You can ship a Python CLI, wire up a Postgres database, or preview a web app—all without leaving your tab.
Here's what you get:
- More flexibility than web builders, supporting a wider range of development activities
- Broader runtime support for CLIs, servers, and scheduled tasks
- The freedom can lead to hallucination: agents may over-promise capabilities
3. Low-code tooling (now with AI)
Low-code natives like n8n or Retool, and AI-natives such as LangFlow, Flowise, or Copilot Studio, combine drag-and-drop orchestration with LLM functionality.
These tools provide:
- Rich libraries of building blocks and integrations
- Great for quick RAG prototypes, OneDrive syncs, and multi-step workflows
- Enable building multi-component apps and workflows that remain challenging in prompt-only tools
4. Terminal-based coding agents
Aider, codex, Claude Code and similar tools live in your shell.
They optimize for autonomy: how long can the agent code without supervision?
The main characteristics include:
- Can bootstrap entire features or small apps in one go
- Debugging can be challenging due to log-based monitoring rather than GUI interfaces
5. Junior developer agents
OpenHands, Devin, and similar tools emulate the junior software engineer experience.

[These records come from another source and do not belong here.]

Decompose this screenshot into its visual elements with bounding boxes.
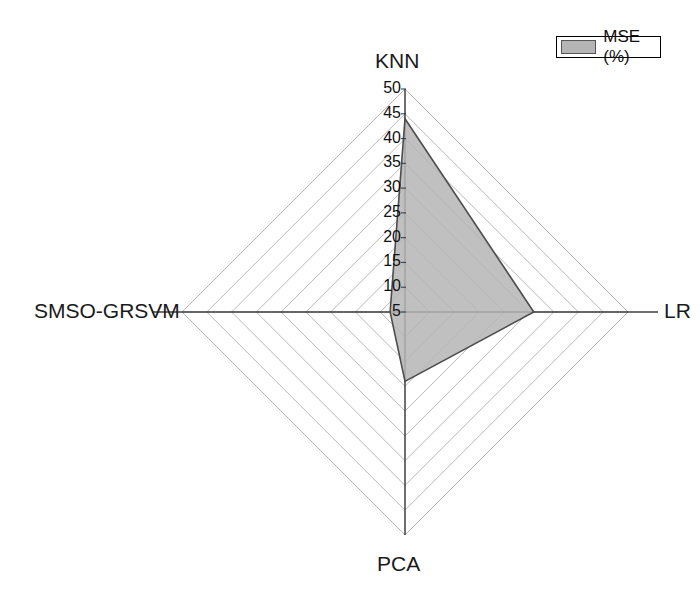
legend: MSE (%) xyxy=(556,36,661,58)
radial-tick-label: 35 xyxy=(365,153,401,171)
radial-tick-label: 30 xyxy=(365,178,401,196)
series-polygon-mse xyxy=(390,119,534,382)
axis-label-knn: KNN xyxy=(375,49,419,73)
radial-tick-label: 50 xyxy=(365,79,401,97)
radar-chart: KNN LR PCA SMSO-GRSVM 504540353025201510… xyxy=(0,0,700,609)
axis-label-pca: PCA xyxy=(377,552,420,576)
radial-tick-label: 40 xyxy=(365,129,401,147)
radial-tick-label: 5 xyxy=(365,302,401,320)
radial-tick-label: 25 xyxy=(365,203,401,221)
legend-label-mse: MSE (%) xyxy=(603,27,660,67)
radial-tick-label: 15 xyxy=(365,252,401,270)
axis-label-lr: LR xyxy=(664,299,691,323)
radial-tick-label: 45 xyxy=(365,104,401,122)
legend-swatch-mse xyxy=(561,40,596,54)
axis-label-smso-grsvm: SMSO-GRSVM xyxy=(34,299,180,323)
radial-tick-label: 20 xyxy=(365,228,401,246)
radial-tick-label: 10 xyxy=(365,277,401,295)
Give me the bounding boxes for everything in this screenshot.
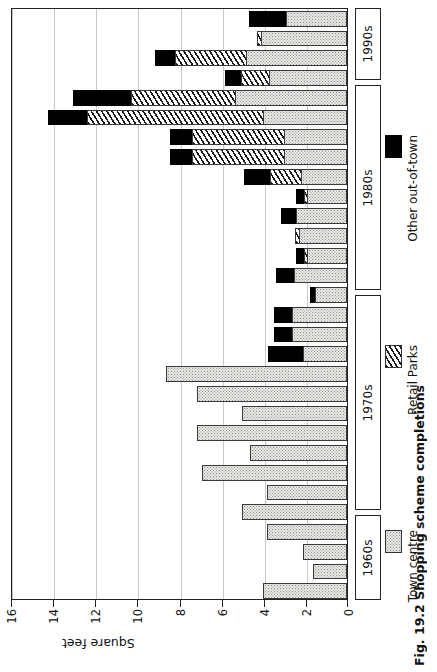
- bar-row: [12, 504, 347, 520]
- bar-segment-town: [292, 327, 347, 343]
- bar-segment-retail: [270, 169, 302, 185]
- bar-segment-town: [299, 228, 347, 244]
- decade-label: 1960s: [361, 539, 375, 576]
- bar-segment-town: [294, 268, 347, 284]
- axis-tick: [347, 600, 348, 607]
- decade-label: 1990s: [361, 26, 375, 63]
- bar-segment-town: [307, 189, 347, 205]
- bar-row: [12, 425, 347, 441]
- bar-row: [12, 208, 347, 224]
- bar-row: [12, 327, 347, 343]
- axis-tick: [53, 600, 54, 607]
- bar-row: [12, 544, 347, 560]
- bar-row: [12, 268, 347, 284]
- axis-tick: [306, 600, 307, 607]
- chart-plot-area: [11, 8, 348, 600]
- bar-row: [12, 189, 347, 205]
- bar-row: [12, 287, 347, 303]
- bar-row: [12, 11, 347, 27]
- bar-segment-town: [166, 366, 347, 382]
- axis-tick-label: 14: [47, 609, 61, 624]
- bar-segment-town: [235, 90, 347, 106]
- axis-tick-label: 4: [258, 609, 272, 616]
- legend-swatch-retail: [385, 345, 402, 368]
- legend-item-other: Other out-of-town: [386, 135, 426, 255]
- bar-row: [12, 465, 347, 481]
- bar-row: [12, 564, 347, 580]
- axis-tick: [180, 600, 181, 607]
- bar-segment-town: [242, 406, 347, 422]
- bar-segment-retail: [131, 90, 236, 106]
- bar-row: [12, 248, 347, 264]
- bar-row: [12, 228, 347, 244]
- axis-title: Square feet: [62, 636, 135, 651]
- bar-segment-town: [263, 583, 347, 599]
- legend-swatch-other: [385, 135, 402, 158]
- figure-caption: Fig. 19.2 Shopping scheme completions: [412, 385, 427, 666]
- decade-bracket-1990s: 1990s: [355, 8, 381, 80]
- decade-bracket-1970s: 1970s: [355, 295, 381, 510]
- bar-segment-other: [225, 70, 242, 86]
- axis-tick-label: 0: [342, 609, 356, 616]
- bar-row: [12, 346, 347, 362]
- legend-label-other: Other out-of-town: [406, 135, 420, 242]
- bar-row: [12, 583, 347, 599]
- bar-segment-town: [246, 50, 347, 66]
- bar-segment-town: [269, 70, 347, 86]
- bar-segment-town: [286, 11, 347, 27]
- bar-segment-town: [284, 149, 347, 165]
- axis-tick-label: 16: [5, 609, 19, 624]
- bar-segment-other: [268, 346, 304, 362]
- bar-row: [12, 307, 347, 323]
- axis-tick: [95, 600, 96, 607]
- bar-segment-town: [301, 169, 347, 185]
- bar-segment-other: [73, 90, 132, 106]
- bar-segment-other: [244, 169, 271, 185]
- axis-tick: [11, 600, 12, 607]
- bar-segment-retail: [175, 50, 247, 66]
- bar-row: [12, 485, 347, 501]
- bar-row: [12, 110, 347, 126]
- decade-label: 1970s: [361, 384, 375, 421]
- bar-segment-town: [284, 129, 347, 145]
- axis-tick: [264, 600, 265, 607]
- decade-label: 1980s: [361, 169, 375, 206]
- bar-row: [12, 149, 347, 165]
- bar-segment-other: [281, 208, 298, 224]
- bar-segment-other: [48, 110, 88, 126]
- axis-tick: [137, 600, 138, 607]
- bar-segment-retail: [87, 110, 264, 126]
- bar-segment-town: [315, 287, 347, 303]
- value-axis: 0246810121416: [11, 600, 348, 634]
- axis-tick-label: 10: [131, 609, 145, 624]
- bar-segment-town: [307, 248, 347, 264]
- bar-segment-town: [267, 524, 347, 540]
- bar-segment-other: [274, 327, 293, 343]
- axis-tick-label: 8: [174, 609, 188, 616]
- bar-segment-town: [202, 465, 347, 481]
- bar-segment-town: [267, 485, 347, 501]
- legend-swatch-town: [385, 530, 402, 553]
- bar-segment-town: [197, 425, 347, 441]
- bar-row: [12, 50, 347, 66]
- bar-segment-town: [261, 31, 347, 47]
- bar-segment-retail: [241, 70, 270, 86]
- bar-row: [12, 406, 347, 422]
- bar-row: [12, 524, 347, 540]
- bar-segment-town: [303, 544, 347, 560]
- bar-segment-town: [263, 110, 347, 126]
- bar-row: [12, 90, 347, 106]
- bar-row: [12, 31, 347, 47]
- axis-tick: [222, 600, 223, 607]
- bar-row: [12, 386, 347, 402]
- bar-segment-town: [296, 208, 347, 224]
- bar-segment-town: [197, 386, 347, 402]
- decade-bracket-1960s: 1960s: [355, 515, 381, 600]
- bar-segment-other: [170, 149, 193, 165]
- axis-tick-label: 12: [89, 609, 103, 624]
- bar-segment-town: [313, 564, 347, 580]
- bar-row: [12, 169, 347, 185]
- bar-segment-town: [303, 346, 347, 362]
- decade-bracket-1980s: 1980s: [355, 85, 381, 290]
- axis-tick-label: 2: [300, 609, 314, 616]
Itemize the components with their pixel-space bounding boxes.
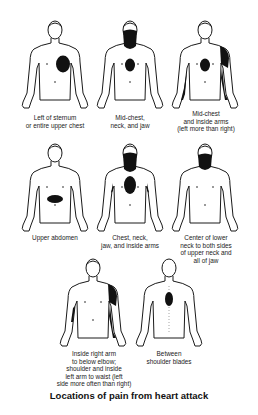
body-front-icon: [170, 141, 240, 233]
body-front-icon: [95, 141, 165, 233]
pain-area-upper-abdomen: [47, 195, 63, 203]
body-front-icon: [20, 18, 90, 110]
pain-area-chest: [124, 176, 136, 194]
caption-upper-abdomen: Upper abdomen: [20, 234, 90, 242]
body-back-icon: [134, 256, 204, 348]
body-front-icon: [170, 18, 240, 110]
pain-area-mid-chest: [200, 59, 210, 72]
figure-lower-neck-jaw: [170, 141, 240, 233]
diagram-title: Locations of pain from heart attack: [0, 390, 258, 401]
figure-left-of-sternum: [20, 18, 90, 110]
pain-area-left-chest: [56, 56, 70, 73]
pain-area-mid-chest: [125, 59, 135, 72]
body-front-icon: [95, 18, 165, 110]
pain-area-lower-neck-jaw: [198, 154, 212, 171]
caption-between-shoulder-blades: Between shoulder blades: [134, 350, 204, 365]
caption-mid-chest-neck-jaw: Mid-chest, neck, and jaw: [95, 114, 165, 129]
caption-chest-neck-jaw-arms: Chest, neck, jaw, and inside arms: [92, 234, 168, 249]
pain-area-neck-jaw: [123, 30, 137, 50]
body-front-icon: [20, 141, 90, 233]
caption-arms-shoulder-waist: Inside right arm to below elbow; shoulde…: [52, 350, 136, 388]
pain-area-between-shoulder-blades: [165, 292, 173, 306]
figure-arms-shoulder-waist: [58, 256, 128, 348]
figure-upper-abdomen: [20, 141, 90, 233]
figure-mid-chest-neck-jaw: [95, 18, 165, 110]
figure-mid-chest-inside-arms: [170, 18, 240, 110]
caption-mid-chest-inside-arms: Mid-chest and inside arms (left more tha…: [165, 110, 247, 133]
body-front-icon: [58, 256, 128, 348]
figure-between-shoulder-blades: [134, 256, 204, 348]
figure-chest-neck-jaw-arms: [95, 141, 165, 233]
pain-area-neck-jaw: [123, 153, 137, 173]
caption-left-of-sternum: Left of sternum or entire upper chest: [20, 114, 90, 129]
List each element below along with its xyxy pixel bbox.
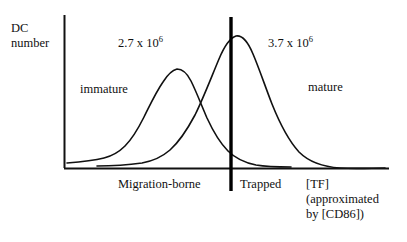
region-label-migration-borne: Migration-borne bbox=[118, 177, 201, 192]
y-axis-label-line2: number bbox=[11, 36, 49, 50]
x-axis-label-line3: by [CD86]) bbox=[306, 207, 364, 221]
mature-count-exponent: 6 bbox=[309, 34, 313, 44]
mature-count-mantissa: 3.7 x 10 bbox=[268, 36, 309, 50]
mature-curve-label: mature bbox=[308, 80, 343, 95]
region-label-trapped: Trapped bbox=[240, 177, 281, 192]
x-axis-label-line1: [TF] bbox=[306, 177, 329, 191]
immature-curve-label: immature bbox=[80, 82, 128, 97]
immature-count-exponent: 6 bbox=[159, 34, 163, 44]
dc-number-distribution-figure: DCnumber 2.7 x 106 3.7 x 106 immature ma… bbox=[0, 0, 407, 242]
mature-count-annotation: 3.7 x 106 bbox=[268, 36, 313, 51]
x-axis-label-line2: (approximated bbox=[306, 192, 379, 206]
y-axis-label-line1: DC bbox=[11, 21, 28, 35]
mature-curve bbox=[97, 36, 385, 169]
immature-count-mantissa: 2.7 x 10 bbox=[118, 36, 159, 50]
x-axis-label: [TF](approximatedby [CD86]) bbox=[306, 177, 379, 221]
y-axis-label: DCnumber bbox=[11, 21, 49, 51]
immature-count-annotation: 2.7 x 106 bbox=[118, 36, 163, 51]
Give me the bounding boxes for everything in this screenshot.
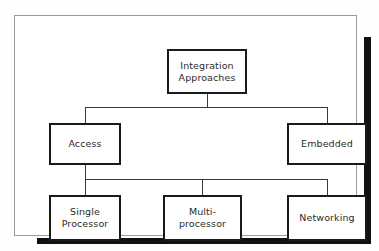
connector-access-to-bus: [85, 165, 86, 179]
connector-bus-to-multiprocessor: [202, 179, 203, 195]
connector-level1-bus: [85, 107, 328, 108]
connector-level2-bus: [85, 179, 328, 180]
node-networking: Networking: [287, 195, 367, 241]
figure-root: Integration Approaches Access Embedded S…: [0, 0, 379, 251]
figure-panel: Integration Approaches Access Embedded S…: [14, 15, 357, 236]
connector-bus-to-single-processor: [85, 179, 86, 195]
node-label-single-processor: Single Processor: [60, 206, 111, 230]
node-integration-approaches: Integration Approaches: [167, 49, 247, 94]
node-label-networking: Networking: [297, 212, 356, 224]
node-multiprocessor: Multi- processor: [163, 195, 242, 241]
connector-bus-to-embedded: [327, 107, 328, 123]
node-label-access: Access: [66, 138, 103, 150]
node-embedded: Embedded: [287, 123, 367, 165]
connector-root-to-bus: [207, 94, 208, 107]
connector-bus-to-networking: [327, 179, 328, 195]
node-label-embedded: Embedded: [299, 138, 355, 150]
node-single-processor: Single Processor: [49, 195, 121, 241]
connector-bus-to-access: [85, 107, 86, 123]
node-access: Access: [49, 123, 121, 165]
node-label-multiprocessor: Multi- processor: [177, 206, 228, 230]
node-label-integration-approaches: Integration Approaches: [177, 60, 238, 84]
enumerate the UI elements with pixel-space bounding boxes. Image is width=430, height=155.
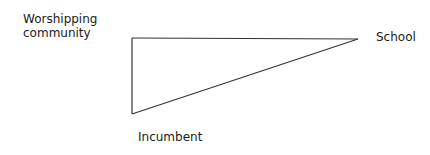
edge-school-incumbent: [132, 39, 358, 114]
triangle-diagram: [0, 0, 430, 155]
edge-worshipping-community-school: [132, 38, 358, 39]
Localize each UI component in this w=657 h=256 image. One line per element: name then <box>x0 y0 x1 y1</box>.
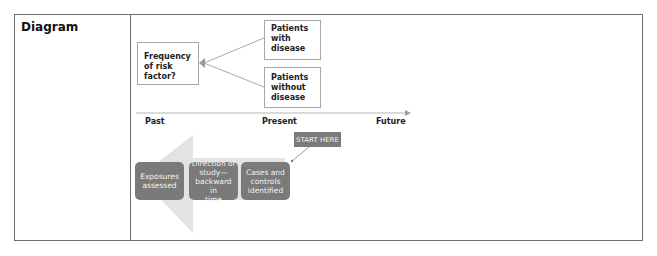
row-label: Diagram <box>21 20 78 34</box>
step-exposures-assessed: Exposures assessed <box>135 162 184 200</box>
timeline-future: Future <box>376 117 406 126</box>
content-table: Diagram <box>14 14 643 241</box>
timeline-present: Present <box>262 117 297 126</box>
step-direction-of-study: Direction of study— backward in time <box>189 162 238 200</box>
column-divider <box>130 15 131 240</box>
patients-without-disease-box: Patients without disease <box>264 67 321 108</box>
risk-factor-box: Frequency of risk factor? <box>137 42 199 85</box>
patients-with-disease-box: Patients with disease <box>264 20 321 60</box>
start-here-label: START HERE <box>294 132 341 147</box>
step-cases-controls-identified: Cases and controls identified <box>241 162 290 200</box>
timeline-past: Past <box>145 117 165 126</box>
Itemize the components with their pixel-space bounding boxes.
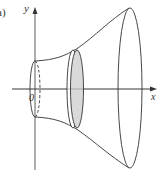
solid-of-revolution-figure <box>0 0 159 171</box>
upper-boundary-curve <box>35 8 129 61</box>
lower-boundary-curve <box>35 117 129 168</box>
y-axis-arrow-icon <box>33 7 38 14</box>
right-end-ellipse <box>118 8 142 168</box>
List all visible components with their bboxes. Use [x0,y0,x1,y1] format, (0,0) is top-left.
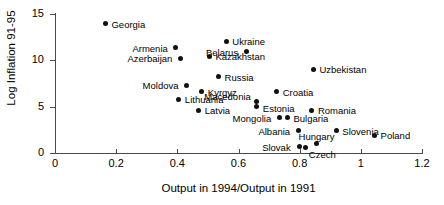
data-point-label: Uzbekistan [319,65,366,75]
data-point-label: Czech [309,150,336,160]
scatter-chart: Log Inflation 91-95 Output in 1994/Outpu… [0,0,444,205]
data-point-label: Croatia [283,88,314,98]
data-point-label: Bulgaria [293,114,328,124]
data-point-label: Russia [225,73,254,83]
data-point-label: Estonia [263,104,295,114]
data-point-label: Georgia [111,20,145,30]
x-tick-label: 1.2 [402,158,442,169]
x-tick-label: 0.2 [96,158,136,169]
data-point-label: Kazakhstan [215,52,265,62]
data-point-label: Poland [381,131,411,141]
data-point-marker [184,83,189,88]
data-point-marker [224,39,229,44]
data-point-marker [311,67,316,72]
x-axis-title: Output in 1994/Output in 1991 [55,182,422,194]
data-point-label: Albania [0,127,290,137]
data-point-label: Slovak [0,143,291,153]
data-point-label: Mongolia [0,114,271,124]
y-tick-label: 15 [0,8,44,19]
data-point-label: Hungary [286,132,346,142]
data-point-label: Macedonia [0,92,251,102]
data-point-label: Ukraine [232,37,265,47]
x-tick-label: 1 [341,158,381,169]
x-tick-label: 0.4 [157,158,197,169]
data-point-marker [207,54,212,59]
data-point-marker [372,133,377,138]
y-tick-label: 5 [0,101,44,112]
x-tick-label: 0 [35,158,75,169]
data-point-marker [277,115,282,120]
x-tick-mark [422,149,423,154]
data-point-marker [196,108,201,113]
x-tick-label: 0.6 [219,158,259,169]
data-point-label: Belarus [0,48,238,58]
data-point-label: Moldova [0,81,179,91]
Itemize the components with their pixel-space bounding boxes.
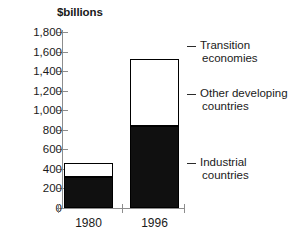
plot-area: 1,8001,6001,4001,2001,0008006004002000 1… (0, 0, 307, 241)
bar-segment (64, 177, 113, 208)
y-tick-label: 1,400 (33, 65, 62, 77)
x-tick-label: 1980 (59, 216, 119, 230)
legend-label-line1: Transition (200, 39, 250, 51)
bar-chart: $billions 1,8001,6001,4001,2001,00080060… (0, 0, 307, 241)
legend-label: Other developingcountries (200, 87, 288, 112)
legend-label-line2: economies (200, 52, 258, 65)
bar-segment (130, 126, 179, 208)
y-tick-label: 400 (43, 163, 62, 175)
y-tick-label: 800 (43, 124, 62, 136)
legend-label: Transitioneconomies (200, 39, 258, 64)
x-tick-mark (122, 204, 123, 213)
y-tick-label: 1,600 (33, 46, 62, 58)
legend-leader-line (187, 94, 196, 95)
legend-label-line1: Industrial (200, 156, 247, 168)
legend-label-line2: countries (200, 100, 288, 113)
y-axis-line (62, 30, 63, 209)
bar-segment (64, 163, 113, 177)
y-tick-label: 200 (43, 182, 62, 194)
x-tick-mark (58, 204, 59, 213)
bar-segment (130, 59, 179, 125)
legend-leader-line (187, 163, 196, 164)
x-axis-line (57, 208, 184, 209)
legend-label-line1: Other developing (200, 87, 288, 99)
y-tick-label: 1,000 (33, 104, 62, 116)
y-tick-label: 1,200 (33, 85, 62, 97)
x-tick-label: 1996 (125, 216, 185, 230)
x-tick-mark (184, 204, 185, 213)
y-tick-label: 600 (43, 143, 62, 155)
legend-label-line2: countries (200, 169, 249, 182)
y-tick-label: 1,800 (33, 26, 62, 38)
legend-label: Industrialcountries (200, 156, 249, 181)
legend-leader-line (187, 46, 196, 47)
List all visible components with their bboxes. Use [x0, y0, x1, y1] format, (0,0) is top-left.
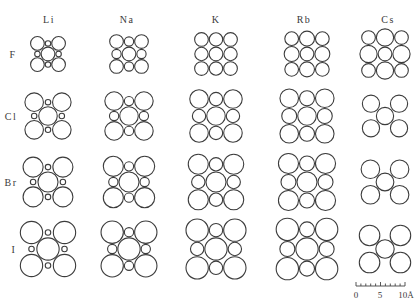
cation-circle [109, 177, 118, 186]
cation-circle [124, 126, 133, 135]
anion-circle [362, 95, 379, 112]
anion-circle [395, 64, 409, 78]
anion-circle [278, 190, 298, 210]
anion-circle [315, 124, 334, 143]
row-label-f: F [9, 49, 16, 60]
cation-circle [29, 246, 34, 251]
anion-circle [119, 172, 139, 192]
anion-circle [52, 37, 66, 51]
anion-circle [362, 64, 376, 78]
anion-circle [52, 58, 66, 72]
anion-circle [205, 238, 227, 260]
cation-circle [190, 242, 203, 255]
anion-circle [37, 238, 59, 260]
cation-circle [45, 127, 50, 132]
anion-circle [207, 107, 226, 126]
cation-circle [137, 49, 146, 58]
cation-circle [376, 107, 393, 124]
anion-circle [135, 122, 154, 141]
cation-circle [124, 162, 133, 171]
cell-kbr [188, 154, 243, 209]
anion-circle [361, 186, 380, 205]
cation-circle [300, 156, 315, 171]
anion-circle [53, 221, 75, 243]
anion-circle [31, 58, 45, 72]
anion-circle [101, 255, 123, 277]
anion-circle [53, 93, 72, 112]
cation-circle [300, 126, 315, 141]
cation-circle [300, 222, 315, 237]
anion-circle [135, 156, 155, 176]
anion-circle [359, 225, 380, 246]
anion-circle [53, 187, 73, 207]
cation-circle [45, 99, 50, 104]
scale-label: 0 [354, 290, 359, 300]
cation-circle [45, 263, 50, 268]
cell-rbbr [278, 153, 335, 210]
anion-circle [362, 120, 379, 137]
cation-circle [45, 164, 50, 169]
cation-circle [209, 62, 222, 75]
cation-circle [139, 111, 148, 120]
cation-circle [31, 113, 36, 118]
anion-circle [195, 33, 209, 47]
anion-circle [53, 157, 73, 177]
anion-circle [25, 93, 44, 112]
anion-circle [300, 47, 314, 61]
anion-circle [23, 157, 43, 177]
cation-circle [60, 179, 65, 184]
scale-label: 10Å [398, 290, 414, 300]
cation-circle [124, 193, 133, 202]
alkali-halide-ion-size-diagram: LiNaKRbCs FClBrI 0510Å [0, 0, 419, 303]
anion-circle [285, 62, 299, 76]
cation-circle [300, 261, 315, 276]
row-label-br: Br [5, 177, 18, 188]
anion-circle [135, 35, 149, 49]
anion-circle [390, 186, 409, 205]
anion-circle [53, 121, 72, 140]
cation-circle [112, 49, 121, 58]
anion-circle [195, 62, 209, 76]
column-label-li: Li [43, 14, 55, 25]
cell-lii [20, 221, 75, 276]
cation-circle [192, 175, 205, 188]
cation-circle [35, 51, 40, 56]
anion-circle [103, 188, 123, 208]
cation-circle [300, 62, 315, 77]
anion-circle [53, 254, 75, 276]
cell-nacl [105, 92, 153, 140]
scale-label: 5 [378, 290, 383, 300]
cation-circle [376, 62, 393, 79]
anion-circle [135, 221, 157, 243]
anion-circle [276, 257, 298, 279]
anion-circle [103, 156, 123, 176]
anion-circle [315, 257, 337, 279]
anion-circle [224, 62, 238, 76]
anion-circle [298, 107, 317, 126]
cation-circle [284, 47, 299, 62]
cell-licl [25, 93, 71, 139]
cation-circle [209, 158, 222, 171]
cation-circle [209, 223, 222, 236]
anion-circle [23, 187, 43, 207]
cation-circle [300, 193, 315, 208]
cation-circle [108, 244, 117, 253]
anion-circle [362, 31, 376, 45]
cation-circle [45, 62, 50, 67]
anion-circle [209, 47, 223, 61]
anion-circle [25, 121, 44, 140]
crystal-cells-grid [20, 29, 410, 280]
cell-rbi [276, 218, 338, 280]
anion-circle [186, 219, 208, 241]
cell-libr [23, 157, 73, 207]
anion-circle [105, 122, 124, 141]
anion-circle [135, 60, 149, 74]
anion-circle [224, 219, 246, 241]
cell-lif [31, 37, 66, 72]
cell-kf [195, 33, 238, 76]
anion-circle [39, 107, 58, 126]
anion-circle [390, 120, 407, 137]
anion-circle [190, 124, 209, 143]
cation-circle [376, 29, 393, 46]
anion-circle [135, 255, 157, 277]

You can observe the codebase as it's being developed and watch how the agent interacts with terminal, browser, and other tools.
These agents offer:
- Interactive development with questions and discussions about implementation details
- A middle ground—less hands-on than IDE agents but more interactive than terminal-based ones
- Support for developing moderately complex applications
- Transparency into the agent's thought process and decision-making
6. IDE agents
Cursor, Windsurf, Zed, GitHub Copilot and Junie bring the agent into a full-blown IDE.
This developer-centric approach delivers:
- Maximum flexibility and customization—from vibe-coding to minimal AI assistance
- Optimal performance with large/legacy codebases and multi-repo systems
- Full control over environment setup and deployments, with LLM support for tasks like
brew install node
← This side of the spectrum is the most developer-centric.